Danny had a reputation for always looking dapper. Crisp s
uits, smart shirts, good shoes. The perfect impression of a fine gentleman.
“Perhaps that’s what got him killed,” Joe said. “He got himself into debt and couldn’t pay.”
“Stop talking and eat,” Luc said, tersely. “It’ll get cold. You two are always so busy trying to solve your mysteries.”
His French accent was adorable, but he had a tendency to boss Joe around. Still, the food was delicious and neither of them argued. They ate in silence for a while, but Russell couldn’t stop his mind whirring.
“She was quite the celebrity in her time, you know, old Jean?” Russell said.
Luc sighed.
“She sang in Ronnie Scott’s and everything. Seems to have performed with all the greats. There are some amazing photos of her in her heyday. It’s such a shame they both ended up like this.”
Remembering the other photograph he’d found, Russell stood up, heading to the hallway to retrieve it.
“I found this,” he said. “Of the day Jean, Danny and Violet moved in to Cumberland Terrace together. They all look happy enough. I wonder what happened between Jean and Violet to end all that?”
Joe froze mid-mouthful, staring at the photo. He dropped his fork and picked the image up, studying it closer.
“When was this taken?”
“Sixties sometime,” Russell said. “It says so on the back. Why?”
“This woman...”
“Violet? What about her?”
“This is the woman I saw in the club on the night Danny died,” Joe said.

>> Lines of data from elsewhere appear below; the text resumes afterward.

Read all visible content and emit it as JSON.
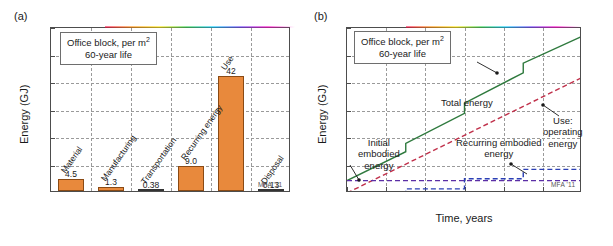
{
  "figure": {
    "watermark": "MFA '11"
  },
  "panel_a": {
    "letter": "(a)",
    "callout_line1": "Office block, per m",
    "callout_sup": "2",
    "callout_line2": "60-year life",
    "chart_data": {
      "type": "bar",
      "title": "",
      "xlabel": "",
      "ylabel": "Energy (GJ)",
      "ylim": [
        0,
        60
      ],
      "yticks": [
        0,
        10,
        20,
        30,
        40,
        50,
        60
      ],
      "grid": true,
      "categories": [
        "Material",
        "Manufacturing",
        "Transportation",
        "Recurring energy",
        "Use",
        "Disposal"
      ],
      "values": [
        4.5,
        1.3,
        0.38,
        9.0,
        42,
        0.13
      ],
      "value_labels": [
        "4.5",
        "1.3",
        "0.38",
        "9.0",
        "42",
        "0.13"
      ],
      "bar_color": "#e8893c"
    }
  },
  "panel_b": {
    "letter": "(b)",
    "callout_line1": "Office block, per m",
    "callout_sup": "2",
    "callout_line2": "60-year life",
    "chart_data": {
      "type": "line",
      "title": "",
      "xlabel": "Time, years",
      "ylabel": "Energy (GJ)",
      "xlim": [
        0,
        60
      ],
      "ylim": [
        0,
        60
      ],
      "xticks": [
        0,
        10,
        20,
        30,
        40,
        50,
        60
      ],
      "yticks": [
        0,
        10,
        20,
        30,
        40,
        50,
        60
      ],
      "grid": true,
      "series": [
        {
          "name": "Total energy",
          "color": "#2f7a3e",
          "style": "solid",
          "points": [
            [
              0,
              4.5
            ],
            [
              15,
              15.0
            ],
            [
              15,
              18.0
            ],
            [
              30,
              29.0
            ],
            [
              30,
              32.7
            ],
            [
              45,
              43.7
            ],
            [
              45,
              47.2
            ],
            [
              60,
              57.0
            ]
          ]
        },
        {
          "name": "Use: operating energy",
          "color": "#c0304a",
          "style": "dashed",
          "points": [
            [
              0,
              0
            ],
            [
              60,
              42
            ]
          ]
        },
        {
          "name": "Initial embodied energy",
          "color": "#5b2fa6",
          "style": "dashed",
          "points": [
            [
              0,
              4.5
            ],
            [
              60,
              4.5
            ]
          ]
        },
        {
          "name": "Recurring embodied energy",
          "color": "#2b3fb5",
          "style": "dashed",
          "points": [
            [
              0,
              0
            ],
            [
              15,
              0
            ],
            [
              15,
              1.5
            ],
            [
              30,
              1.5
            ],
            [
              30,
              5.2
            ],
            [
              45,
              5.2
            ],
            [
              45,
              8.6
            ],
            [
              60,
              8.6
            ]
          ]
        }
      ],
      "annotations": [
        {
          "text": "Total energy",
          "at_x": 37,
          "at_y": 40
        },
        {
          "text": "Use:|operating|energy",
          "at_x": 48,
          "at_y": 32
        },
        {
          "text": "Initial|embodied|energy",
          "at_x": 2,
          "at_y": 4.5
        },
        {
          "text": "Recurring embodied|energy",
          "at_x": 46,
          "at_y": 8.6
        }
      ]
    },
    "labels": {
      "total_energy": "Total energy",
      "use_l1": "Use:",
      "use_l2": "operating",
      "use_l3": "energy",
      "initial_l1": "Initial",
      "initial_l2": "embodied",
      "initial_l3": "energy",
      "recurring_l1": "Recurring embodied",
      "recurring_l2": "energy"
    }
  }
}
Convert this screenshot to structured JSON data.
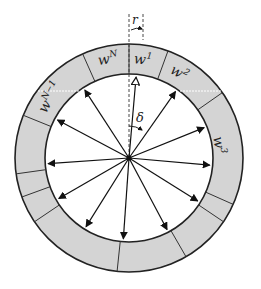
{
  "diagram": {
    "center": {
      "x": 129,
      "y": 158
    },
    "outer_radius": 114,
    "inner_radius": 84,
    "ring_fill": "#d4d4d4",
    "stroke": "#222222",
    "segment_boundaries_deg": [
      0,
      20,
      55,
      114,
      124,
      150,
      186,
      236,
      250,
      262,
      292,
      336
    ],
    "highlight_lines": [
      {
        "y": 91,
        "x1": 38,
        "x2": 80
      },
      {
        "y": 91,
        "x1": 180,
        "x2": 222
      }
    ],
    "arrows_deg": [
      5,
      35,
      68,
      95,
      122,
      152,
      184,
      212,
      240,
      266,
      298,
      327
    ],
    "open_arrow_deg": 5,
    "labels": {
      "w1": {
        "base": "w",
        "sup": "1"
      },
      "w2": {
        "base": "w",
        "sup": "2"
      },
      "w3": {
        "base": "w",
        "sup": "3"
      },
      "wN": {
        "base": "w",
        "sup": "N"
      },
      "wN_1": {
        "base": "w",
        "sup": "N−1"
      },
      "r": "r",
      "delta": "δ"
    }
  }
}
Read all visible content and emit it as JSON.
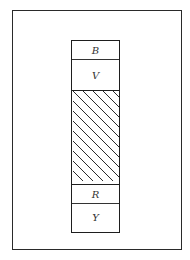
{
  "diagram": {
    "type": "stacked-column-in-frame",
    "frame": {
      "stroke": "#2a2a2a"
    },
    "column": {
      "bands": [
        {
          "id": "b",
          "label": "B",
          "fill": "none"
        },
        {
          "id": "v",
          "label": "V",
          "fill": "none"
        },
        {
          "id": "hatch",
          "label": "",
          "fill": "diagonal-hatch"
        },
        {
          "id": "r",
          "label": "R",
          "fill": "none"
        },
        {
          "id": "y",
          "label": "Y",
          "fill": "none"
        }
      ]
    },
    "colors": {
      "stroke": "#1e1e1e",
      "label": "#333333",
      "background": "#ffffff"
    }
  }
}
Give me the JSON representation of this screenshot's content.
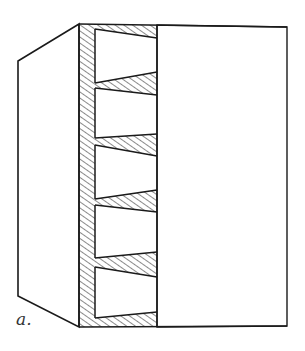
{
  "figure": {
    "label": "a.",
    "colors": {
      "line": "#1a1a1a",
      "hatch": "#2a2a2a",
      "background": "#ffffff"
    },
    "wedge_count": 6
  }
}
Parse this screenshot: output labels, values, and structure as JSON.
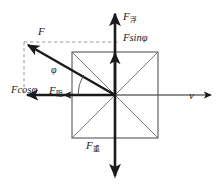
{
  "figure": {
    "type": "physics-free-body-diagram",
    "width": 221,
    "height": 192,
    "background_color": "#ffffff"
  },
  "colors": {
    "axis": "#6b6b6b",
    "solid_vector": "#1a1a1a",
    "box_outline": "#555555",
    "box_diagonal": "#6f6f6f",
    "dashed_guide": "#9a9a9a",
    "label_text": "#222222"
  },
  "labels": {
    "force_buoyancy": {
      "symbol": "F",
      "subscript": "浮",
      "text": "F浮"
    },
    "force_sin_component": {
      "text": "Fsinφ",
      "base": "F",
      "fn": "sin",
      "angle": "φ"
    },
    "force_resultant": {
      "symbol": "F",
      "text": "F"
    },
    "angle": {
      "text": "φ"
    },
    "force_cos_component": {
      "text": "Fcosφ",
      "base": "F",
      "fn": "cos",
      "angle": "φ"
    },
    "force_drag": {
      "symbol": "F",
      "subscript": "阻",
      "text": "F阻"
    },
    "velocity": {
      "text": "v"
    },
    "force_gravity": {
      "symbol": "F",
      "subscript": "重",
      "text": "F重"
    }
  },
  "geometry": {
    "origin": {
      "x": 115,
      "y": 95
    },
    "box": {
      "left": 72,
      "top": 52,
      "right": 158,
      "bottom": 138
    },
    "vectors": [
      {
        "name": "buoyancy-up",
        "from": [
          115,
          95
        ],
        "to": [
          115,
          10
        ],
        "style": "solid"
      },
      {
        "name": "gravity-down",
        "from": [
          115,
          95
        ],
        "to": [
          115,
          181
        ],
        "style": "solid"
      },
      {
        "name": "velocity-right",
        "from": [
          115,
          95
        ],
        "to": [
          213,
          95
        ],
        "style": "solid-axis"
      },
      {
        "name": "drag-left",
        "from": [
          115,
          95
        ],
        "to": [
          32,
          95
        ],
        "style": "solid-axis"
      },
      {
        "name": "resultant",
        "from": [
          115,
          95
        ],
        "to": [
          28,
          45
        ],
        "style": "solid"
      },
      {
        "name": "cos-component",
        "from": [
          115,
          95
        ],
        "to": [
          24,
          95
        ],
        "style": "solid"
      },
      {
        "name": "sin-component",
        "from": [
          115,
          95
        ],
        "to": [
          115,
          48
        ],
        "style": "solid"
      }
    ],
    "dashed_guides": [
      {
        "name": "horizontal-top",
        "from": [
          24,
          42
        ],
        "to": [
          115,
          42
        ]
      },
      {
        "name": "vertical-left",
        "from": [
          24,
          42
        ],
        "to": [
          24,
          95
        ]
      }
    ]
  }
}
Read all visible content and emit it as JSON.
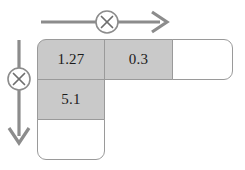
{
  "diagram": {
    "type": "multiplication-grid",
    "colors": {
      "shaded_cell": "#c9c9c9",
      "empty_cell": "#ffffff",
      "grid_line": "#9a9a9a",
      "arrow": "#8c8c8c",
      "text": "#1b1b1b"
    },
    "operators": {
      "horizontal": {
        "symbol": "×",
        "icon": "multiply-circle-icon",
        "direction": "right",
        "label": "column multiply operator"
      },
      "vertical": {
        "symbol": "×",
        "icon": "multiply-circle-icon",
        "direction": "down",
        "label": "row multiply operator"
      }
    },
    "grid": {
      "columns": 3,
      "rows": 3,
      "cells": [
        [
          {
            "value": "1.27",
            "shaded": true
          },
          {
            "value": "0.3",
            "shaded": true
          },
          {
            "value": "",
            "shaded": false
          }
        ],
        [
          {
            "value": "5.1",
            "shaded": true
          },
          {
            "value": "",
            "shaded": false
          },
          {
            "value": "",
            "shaded": false
          }
        ],
        [
          {
            "value": "",
            "shaded": false
          },
          {
            "value": "",
            "shaded": false
          },
          {
            "value": "",
            "shaded": false
          }
        ]
      ]
    }
  }
}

“What? It can’t be. She’d be much older these days.”
“No, that’s just it,” Joe said, looking at Russell, confused. “She looked pretty much exactly like this.”
“What?”
“And I think Danny saw her too. There was a moment when I was talking to him before I went backstage to find Patty, and he looked out into the crowd and seemed to freeze. He looked really shocked. He must have seen her.”
“But it can’t be her,” Russell said. “Violet would be twenty years older by now.”